Thoughts on regulating prosecutorial discretion
One of the many amazing lines in Judge Batallion’s amazing Huerta-Rodriguez opinion (basics here) was the statement that “[i]n this court’s experience, the Department of Justice does not always ‘charge and pursue the most readily provable’ (beyond a reasonable doubt) crime, especially in drug prosecutions, with the result of introducing more disparity in the system.” This assertion is especially interesting against the backdrop of the recent Comey memo (available here) which seeks to reiterate the prosecutorial obligation to pursue the most serious readily provable offense. It also brings to mind the finding of the US Sentencing Commission in its 15-year report that “significant evidence” suggests that “presentencing stages, such as charging and plea negotiation, … introduce disparity in sentencing.” (The full USSC 15-year report can be accessed here, its executive summary can be accessed here, and my summary of the executive summary is here.)

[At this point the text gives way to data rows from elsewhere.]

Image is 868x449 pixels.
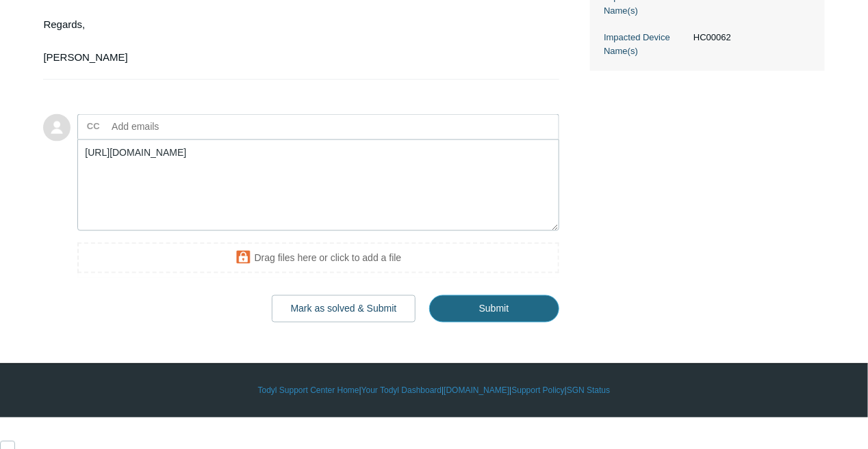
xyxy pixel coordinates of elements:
dt: Impacted Device Name(s) [604,31,686,58]
textarea: Add your reply [77,139,558,232]
label: CC [87,117,100,137]
a: Your Todyl Dashboard [362,385,441,397]
a: Support Policy [512,385,564,397]
div: | | | | [43,385,824,397]
input: Add emails [107,117,254,137]
a: SGN Status [567,385,610,397]
input: Submit [429,296,559,323]
button: Mark as solved & Submit [272,296,416,323]
a: Todyl Support Center Home [258,385,359,397]
dd: HC00062 [686,31,810,45]
a: [DOMAIN_NAME] [443,385,509,397]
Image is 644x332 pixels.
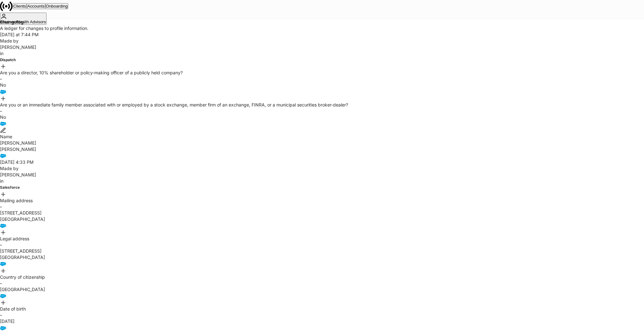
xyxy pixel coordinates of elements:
div: Onboarding [46,4,68,9]
button: Clients [13,3,27,9]
div: Clients [13,4,26,9]
button: Accounts [27,3,45,9]
div: Accounts [27,4,45,9]
button: Onboarding [45,3,69,9]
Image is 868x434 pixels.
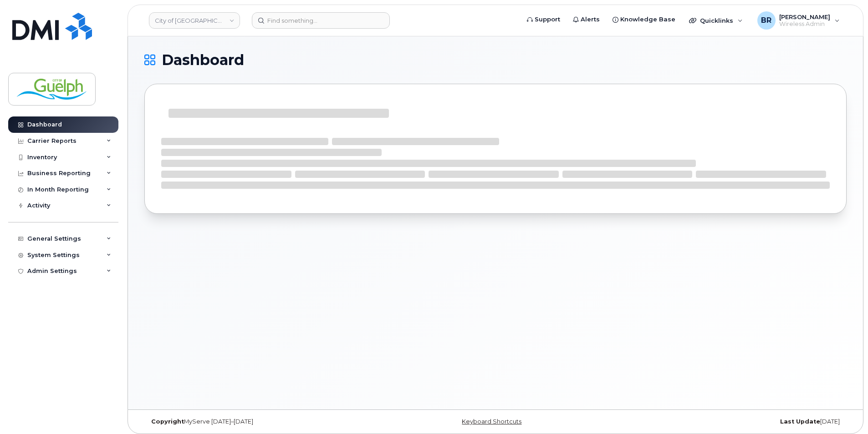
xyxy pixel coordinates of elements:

Of course, those of us in the ivory tower have long spotlighted that the inevitability and non-transparency of the exercise of prosecutorial discretion may be the Achilles Heel of efforts to control sentencing disparities. Helpfully, today I can report on two thoughtful efforts from the ivory tower to highlight possible ways to regulate the exercise of prosecutorial discretion.
First, my casebook co-author Ron Wright has posted a draft article on SSRN (which is to be published in the Columbia Law Review and flows from this recent conference) entitled “Sentencing Commissions as Provocateurs of Prosecutor Self-Regulation.” The article’s abstract and a download link is available here. As the abstract explains, Ron’s article examines “potential efforts by sentencing commissions to influence the work of prosecutors, especially the charges they select and the plea bargains they enter.”
Second, frequent FSR and blog contributor Mark Osler has written a piece for an upcoming symposium at Valparaiso Law School entitled “This Changes Everything: A Call For A Directive, Goal-Oriented Principle to Guide the Exercise of Discretion by Federal Prosecutors.” As Mark explains, the piece “recognizes the problem over-broad prosecutorial discretion in the federal system and proposes a solution: That the Attorney General direct federal prosecutors to make discretionary choices from a single guiding principle.” Specifically, Mark’s article, which can be downloaded below, suggests “that all discretionary choices be made with the conscious goal of reducing crime by focusing on the ‘key men’ amongst defendants, defining the key man as either a member of a crime network with special skills or a recidivist who poses a future danger.”